Smith, an assis­tant pro­fessor with joint appoint­ments in the Col­lege of Arts, Media and Design and the Col­lege of Com­puter and Infor­ma­tion Sci­ence, hopes to change that. “I am inter­ested in fig­uring out how com­puters can help people be a little bit more cre­ative and how com­puters could be cre­ative them­selves,” she says.

Smith is exploring ways to bring crafting and com­puters together with both dig­ital tools and games. A startup com­pany called Play Crafts, which Smith co-founded with two friends she met at the Uni­ver­sity of Cal­i­fornia, Santa Cruz, gives tech-based design tools to quil­ters, sewers and other crafters.

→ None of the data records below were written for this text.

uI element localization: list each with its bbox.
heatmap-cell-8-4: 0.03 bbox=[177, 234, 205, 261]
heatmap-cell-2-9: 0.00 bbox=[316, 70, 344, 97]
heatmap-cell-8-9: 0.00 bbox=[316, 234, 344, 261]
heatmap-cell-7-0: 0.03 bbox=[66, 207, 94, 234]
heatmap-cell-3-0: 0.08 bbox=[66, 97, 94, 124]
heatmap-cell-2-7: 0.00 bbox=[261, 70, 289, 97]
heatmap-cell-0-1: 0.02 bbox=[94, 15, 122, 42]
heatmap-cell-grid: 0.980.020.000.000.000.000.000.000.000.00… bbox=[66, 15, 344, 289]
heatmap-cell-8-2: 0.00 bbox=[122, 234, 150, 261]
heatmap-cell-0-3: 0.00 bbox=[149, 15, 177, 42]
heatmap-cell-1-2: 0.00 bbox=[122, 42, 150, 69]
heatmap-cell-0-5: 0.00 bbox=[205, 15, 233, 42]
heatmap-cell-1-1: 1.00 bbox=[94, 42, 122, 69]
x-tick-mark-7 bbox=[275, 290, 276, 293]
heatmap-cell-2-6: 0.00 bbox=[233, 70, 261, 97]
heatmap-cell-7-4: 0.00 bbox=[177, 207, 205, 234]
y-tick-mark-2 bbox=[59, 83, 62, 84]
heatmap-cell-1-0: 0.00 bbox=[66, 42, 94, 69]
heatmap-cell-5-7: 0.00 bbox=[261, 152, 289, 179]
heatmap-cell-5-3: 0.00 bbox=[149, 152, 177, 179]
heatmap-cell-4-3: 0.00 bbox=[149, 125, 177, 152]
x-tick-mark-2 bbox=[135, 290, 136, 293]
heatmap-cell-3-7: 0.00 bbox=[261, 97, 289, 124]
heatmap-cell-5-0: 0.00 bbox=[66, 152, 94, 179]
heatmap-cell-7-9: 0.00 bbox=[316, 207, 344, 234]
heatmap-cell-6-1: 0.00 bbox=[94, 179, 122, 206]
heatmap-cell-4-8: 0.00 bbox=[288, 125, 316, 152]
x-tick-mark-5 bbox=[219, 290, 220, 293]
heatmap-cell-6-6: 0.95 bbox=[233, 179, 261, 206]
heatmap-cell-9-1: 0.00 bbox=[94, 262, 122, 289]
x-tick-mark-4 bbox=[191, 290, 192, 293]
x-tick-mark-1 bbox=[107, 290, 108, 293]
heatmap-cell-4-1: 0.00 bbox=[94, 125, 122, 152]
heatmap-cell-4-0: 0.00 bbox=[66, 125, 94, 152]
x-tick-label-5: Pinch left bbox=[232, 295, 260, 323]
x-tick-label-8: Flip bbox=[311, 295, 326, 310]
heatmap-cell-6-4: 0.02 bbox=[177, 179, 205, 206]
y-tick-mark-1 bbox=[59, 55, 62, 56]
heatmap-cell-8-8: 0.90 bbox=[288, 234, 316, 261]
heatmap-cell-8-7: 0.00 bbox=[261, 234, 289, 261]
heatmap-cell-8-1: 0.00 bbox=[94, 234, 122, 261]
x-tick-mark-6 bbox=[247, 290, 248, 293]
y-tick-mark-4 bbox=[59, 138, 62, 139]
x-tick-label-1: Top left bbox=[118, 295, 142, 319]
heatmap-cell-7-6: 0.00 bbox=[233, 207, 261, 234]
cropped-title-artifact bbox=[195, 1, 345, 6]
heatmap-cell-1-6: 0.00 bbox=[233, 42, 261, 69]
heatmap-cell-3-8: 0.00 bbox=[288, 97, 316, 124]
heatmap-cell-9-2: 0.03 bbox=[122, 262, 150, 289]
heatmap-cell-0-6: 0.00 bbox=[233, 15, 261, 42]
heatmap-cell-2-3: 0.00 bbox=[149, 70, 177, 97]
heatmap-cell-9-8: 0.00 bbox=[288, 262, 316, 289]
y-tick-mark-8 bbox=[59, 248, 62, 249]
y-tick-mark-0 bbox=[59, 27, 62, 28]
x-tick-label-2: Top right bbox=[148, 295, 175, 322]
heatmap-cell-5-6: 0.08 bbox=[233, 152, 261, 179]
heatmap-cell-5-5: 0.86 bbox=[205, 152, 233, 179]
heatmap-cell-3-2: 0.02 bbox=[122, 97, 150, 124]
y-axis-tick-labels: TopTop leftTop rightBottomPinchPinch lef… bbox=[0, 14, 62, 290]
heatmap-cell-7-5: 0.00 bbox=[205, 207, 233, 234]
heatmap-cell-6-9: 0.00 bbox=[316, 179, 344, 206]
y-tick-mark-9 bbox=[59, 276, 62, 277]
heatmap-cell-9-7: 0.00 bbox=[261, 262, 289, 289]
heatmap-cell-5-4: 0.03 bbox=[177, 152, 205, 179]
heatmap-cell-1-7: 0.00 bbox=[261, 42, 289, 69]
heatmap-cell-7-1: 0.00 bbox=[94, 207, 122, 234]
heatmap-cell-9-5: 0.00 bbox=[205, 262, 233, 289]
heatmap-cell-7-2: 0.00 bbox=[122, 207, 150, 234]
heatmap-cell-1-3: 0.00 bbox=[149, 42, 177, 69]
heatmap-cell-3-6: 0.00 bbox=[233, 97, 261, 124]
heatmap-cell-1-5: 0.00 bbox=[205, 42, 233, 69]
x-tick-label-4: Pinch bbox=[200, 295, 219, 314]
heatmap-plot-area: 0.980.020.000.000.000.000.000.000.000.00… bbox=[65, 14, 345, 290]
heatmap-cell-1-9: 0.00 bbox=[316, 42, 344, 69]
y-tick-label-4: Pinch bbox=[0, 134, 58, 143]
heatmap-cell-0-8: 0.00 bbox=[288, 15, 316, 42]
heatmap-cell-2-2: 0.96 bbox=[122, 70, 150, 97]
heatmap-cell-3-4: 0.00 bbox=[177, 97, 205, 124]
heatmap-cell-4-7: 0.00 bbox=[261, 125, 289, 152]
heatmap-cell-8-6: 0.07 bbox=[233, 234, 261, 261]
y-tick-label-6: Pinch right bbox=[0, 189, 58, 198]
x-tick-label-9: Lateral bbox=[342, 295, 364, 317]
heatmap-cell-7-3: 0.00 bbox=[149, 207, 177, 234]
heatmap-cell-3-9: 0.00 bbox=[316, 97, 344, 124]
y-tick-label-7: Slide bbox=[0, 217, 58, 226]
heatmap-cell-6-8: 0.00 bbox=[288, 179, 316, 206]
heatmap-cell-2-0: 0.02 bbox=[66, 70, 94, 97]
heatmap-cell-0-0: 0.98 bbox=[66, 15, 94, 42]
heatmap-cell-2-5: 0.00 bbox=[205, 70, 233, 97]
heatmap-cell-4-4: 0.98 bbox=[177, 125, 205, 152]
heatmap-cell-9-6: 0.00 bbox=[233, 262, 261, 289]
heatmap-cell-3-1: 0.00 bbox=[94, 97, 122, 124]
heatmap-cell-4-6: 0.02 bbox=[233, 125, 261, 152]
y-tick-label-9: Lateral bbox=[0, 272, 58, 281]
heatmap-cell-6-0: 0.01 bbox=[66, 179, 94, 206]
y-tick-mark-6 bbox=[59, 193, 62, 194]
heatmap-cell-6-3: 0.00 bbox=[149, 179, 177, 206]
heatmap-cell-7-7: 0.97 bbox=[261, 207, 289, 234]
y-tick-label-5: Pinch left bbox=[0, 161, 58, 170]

One tool, for example, auto­mat­i­cally gen­er­ates a color palette from a user-uploaded photo. “Dif­ferent people love doing dif­ferent parts of craft,” Smith says. “We want to make it so a com­puter can help with the parts you’re less expe­ri­enced with or find less enjoy­able, so we can make it more fun.”

In her aca­d­emic work, Smith is also pur­suing plat­forms where com­puters and crafts inter­sect. She is inter­ested in designing games, or “playable expe­ri­ences,” which present users with tasks and design lim­i­ta­tions to guide their actual quilting, embroi­dering or sewing.

The idea calls to mind an impor­tant ques­tion regarding the nature of gaming and cre­ativity: What, exactly, is a game? And more specif­i­cally, if a user is required to sew a button where he wouldn’t have oth­er­wise planned to, would that inhibit his own nat­ural cre­ative process?

“I find that where I feel the most cre­ative comes from a con­straint I’ve been given that I may not nec­es­sarily know about ahead of time,” Smith says.

Per­haps unsur­pris­ingly, Smith uses con­straints to teach game design, which, she says, “forces you to think in a direc­tion you might not have thought before.”

If all of this sounds rel­a­tively out of the box, that’s because it is. The com­puter sci­ence field is still dom­i­nated by men, whereas the crafting pop­u­la­tion is mainly made up of women. It’s no wonder, then, that the two areas haven’t tra­di­tion­ally over­lapped much, but, as Smith explained, “I’m inter­ested in finding ways to use com­puters to diver­sify com­puter science.”